Susan Cameron grew up in a small town on Long Island. However, a few years later she was giving health talks to mothers’ groups in the blistering heat in what was the second-poorest country in the Western Hemisphere.
Cameron was a Peace Corps volunteer in Nicaragua.
Thanks to Binghamton University alumni such as Cameron, the school has again ranked in the Peace Corps’ list of top 25 major volunteer-producing colleges and universities in the nation.
“These rankings are a reflection of Binghamton University’s commitment to global awareness and service learning,” BU President Lois DeFleur said. “Our students are regularly recognized for their humanitarian efforts and we are proud that this commitment to service extends for many of them after they graduate.”
Since the Peace Corps’ inception in 1961, over 230 BU alumni have joined its ranks, volunteering in countries around the globe, including Botswana, Cape Verde, Guatemala, Mongolia and Ukraine.
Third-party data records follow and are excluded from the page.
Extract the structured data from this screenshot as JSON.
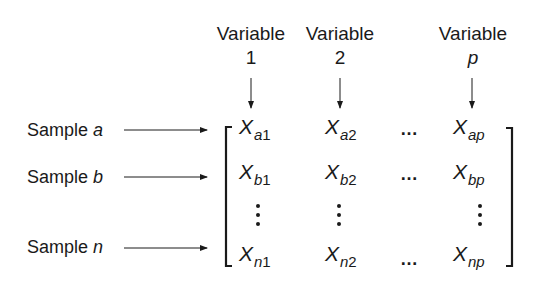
{
  "columns": [
    {
      "header": "Variable",
      "index": "1",
      "index_italic": false
    },
    {
      "header": "Variable",
      "index": "2",
      "index_italic": false
    },
    {
      "header": "Variable",
      "index": "p",
      "index_italic": true
    }
  ],
  "rows": [
    {
      "label_prefix": "Sample ",
      "label_var": "a"
    },
    {
      "label_prefix": "Sample ",
      "label_var": "b"
    },
    {
      "label_prefix": "Sample ",
      "label_var": "n"
    }
  ],
  "matrix": {
    "symbol": "X",
    "cells": [
      [
        {
          "row": "a",
          "col": "1"
        },
        {
          "row": "a",
          "col": "2"
        },
        {
          "row": "a",
          "col": "p"
        }
      ],
      [
        {
          "row": "b",
          "col": "1"
        },
        {
          "row": "b",
          "col": "2"
        },
        {
          "row": "b",
          "col": "p"
        }
      ],
      [
        {
          "row": "n",
          "col": "1"
        },
        {
          "row": "n",
          "col": "2"
        },
        {
          "row": "n",
          "col": "p"
        }
      ]
    ],
    "horizontal_ellipsis": "…"
  },
  "colors": {
    "ink": "#1a1a1a",
    "background": "#ffffff"
  }
}
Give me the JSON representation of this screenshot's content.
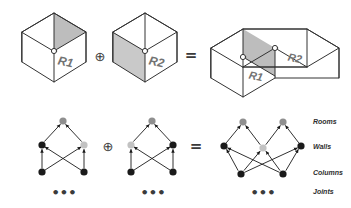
{
  "figure": {
    "title_shown": false,
    "background": "#ffffff",
    "stroke": "#333333",
    "colors": {
      "outline": "#333333",
      "slab_fill": "#bdbdbd",
      "wall_fill": "#c9c9c9",
      "room_node": "#8f8f8f",
      "shared_wall_node": "#c2c2c2",
      "solid_node": "#1a1a1a",
      "label_text": "#2e2e2e",
      "cube_label_text": "#737373"
    }
  },
  "operators": {
    "plus_symbol": "⊕",
    "equals_symbol": "=",
    "ellipsis": "•••"
  },
  "top_row": {
    "operands": [
      {
        "id": "cube-r1",
        "label": "R1",
        "shaded_part": "top-slab"
      },
      {
        "id": "cube-r2",
        "label": "R2",
        "shaded_part": "left-wall"
      }
    ],
    "result": {
      "id": "cube-merged",
      "labels": [
        "R1",
        "R2"
      ],
      "shaded_part": "shared-wall-slab"
    }
  },
  "bottom_row": {
    "row_labels": [
      "Rooms",
      "Walls",
      "Columns",
      "Joints"
    ],
    "graphs": [
      {
        "id": "graph-r1",
        "nodes": [
          {
            "id": "g1-room",
            "level": "Rooms",
            "color": "#8f8f8f",
            "cx": 63,
            "cy": 121,
            "r": 3.6
          },
          {
            "id": "g1-wallL",
            "level": "Walls",
            "color": "#1a1a1a",
            "cx": 42,
            "cy": 145,
            "r": 3.6
          },
          {
            "id": "g1-wallR",
            "level": "Walls",
            "color": "#c2c2c2",
            "cx": 84,
            "cy": 145,
            "r": 3.6
          },
          {
            "id": "g1-colL",
            "level": "Columns",
            "color": "#1a1a1a",
            "cx": 42,
            "cy": 172,
            "r": 3.6
          },
          {
            "id": "g1-colR",
            "level": "Columns",
            "color": "#1a1a1a",
            "cx": 84,
            "cy": 172,
            "r": 3.6
          }
        ],
        "edges": [
          [
            "g1-wallL",
            "g1-room"
          ],
          [
            "g1-wallR",
            "g1-room"
          ],
          [
            "g1-colL",
            "g1-wallL"
          ],
          [
            "g1-colR",
            "g1-wallR"
          ],
          [
            "g1-colL",
            "g1-wallR"
          ],
          [
            "g1-colR",
            "g1-wallL"
          ]
        ],
        "ellipsis": "•••"
      },
      {
        "id": "graph-r2",
        "nodes": [
          {
            "id": "g2-room",
            "level": "Rooms",
            "color": "#8f8f8f",
            "cx": 152,
            "cy": 121,
            "r": 3.6
          },
          {
            "id": "g2-wallL",
            "level": "Walls",
            "color": "#c2c2c2",
            "cx": 131,
            "cy": 145,
            "r": 3.6
          },
          {
            "id": "g2-wallR",
            "level": "Walls",
            "color": "#1a1a1a",
            "cx": 173,
            "cy": 145,
            "r": 3.6
          },
          {
            "id": "g2-colL",
            "level": "Columns",
            "color": "#1a1a1a",
            "cx": 131,
            "cy": 172,
            "r": 3.6
          },
          {
            "id": "g2-colR",
            "level": "Columns",
            "color": "#1a1a1a",
            "cx": 173,
            "cy": 172,
            "r": 3.6
          }
        ],
        "edges": [
          [
            "g2-wallL",
            "g2-room"
          ],
          [
            "g2-wallR",
            "g2-room"
          ],
          [
            "g2-colL",
            "g2-wallL"
          ],
          [
            "g2-colR",
            "g2-wallR"
          ],
          [
            "g2-colL",
            "g2-wallR"
          ],
          [
            "g2-colR",
            "g2-wallL"
          ]
        ],
        "ellipsis": "•••"
      }
    ],
    "result_graph": {
      "id": "graph-merged",
      "nodes": [
        {
          "id": "gm-roomL",
          "level": "Rooms",
          "color": "#8f8f8f",
          "cx": 243,
          "cy": 122,
          "r": 3.6
        },
        {
          "id": "gm-roomR",
          "level": "Rooms",
          "color": "#8f8f8f",
          "cx": 283,
          "cy": 122,
          "r": 3.6
        },
        {
          "id": "gm-wallL",
          "level": "Walls",
          "color": "#1a1a1a",
          "cx": 224,
          "cy": 146,
          "r": 3.6
        },
        {
          "id": "gm-wallC",
          "level": "Walls",
          "color": "#c2c2c2",
          "cx": 263,
          "cy": 148,
          "r": 3.6
        },
        {
          "id": "gm-wallR",
          "level": "Walls",
          "color": "#1a1a1a",
          "cx": 301,
          "cy": 146,
          "r": 3.6
        },
        {
          "id": "gm-colL",
          "level": "Columns",
          "color": "#1a1a1a",
          "cx": 241,
          "cy": 174,
          "r": 3.6
        },
        {
          "id": "gm-colR",
          "level": "Columns",
          "color": "#1a1a1a",
          "cx": 283,
          "cy": 174,
          "r": 3.6
        }
      ],
      "edges": [
        [
          "gm-wallL",
          "gm-roomL"
        ],
        [
          "gm-wallC",
          "gm-roomL"
        ],
        [
          "gm-wallC",
          "gm-roomR"
        ],
        [
          "gm-wallR",
          "gm-roomR"
        ],
        [
          "gm-colL",
          "gm-wallL"
        ],
        [
          "gm-colL",
          "gm-wallC"
        ],
        [
          "gm-colR",
          "gm-wallC"
        ],
        [
          "gm-colR",
          "gm-wallR"
        ],
        [
          "gm-colL",
          "gm-wallR"
        ],
        [
          "gm-colR",
          "gm-wallL"
        ]
      ],
      "ellipsis": "•••"
    }
  }
}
Service projects have included health education and sanitation projects, science, environmental and English teaching assignments, business advising and development activities, and community development initiatives.
While in college, Cameron, class of 1994, studied anthropology, participated in student activism and studied abroad in Costa Rica. During her time with the Peace Corps she served as a health volunteer in a 1,000-person town with metal roofs and dirt roads. One of her projects involved eradicating diseases that generally killed children under five, such as diarrhea, respiratory infection, poor nutrition and incomplete vaccination.
“I always wanted to go ever since I was a kid,” Cameron said. “It seems like an adventure.”
She now works as a labor rights lawyer in New York City.
BU has more volunteers serving in the Peace Corps than any other SUNY campus. Career Development Center Director Nancy Paul said this is owed to an increase in internationalism on campus.
“A lot more students are a lot more aware,” Paul said.”The University works hard to help students picture themselves as part of a global world.”
Holly Sage, of the class of 1995, studied environmental sciences before she served as a water sanitation technician in Honduras.
“It definitely opened my eyes to how lucky we are in this country to have the things and conveniences we do have,” Sage said. “To have everything, to have infrastructure, to have health care, to have everything.”
The experience helped Sage become more confident in her professional and personal life, she said.
“Living and working in not only a foreign country, but a third-world country, really requires you to use all parts of your brain and yourself,” she said.
Serving in the Peace Corps also instills a sense of selflessness, according to Vinny Wickes, Peace Corps regional office manager.
“There’s something about Binghamton that resonates the call-to-service mentality,” Wickes said. “The commitment to thinking beyond the realm and walls-around-the-school kind of thing.”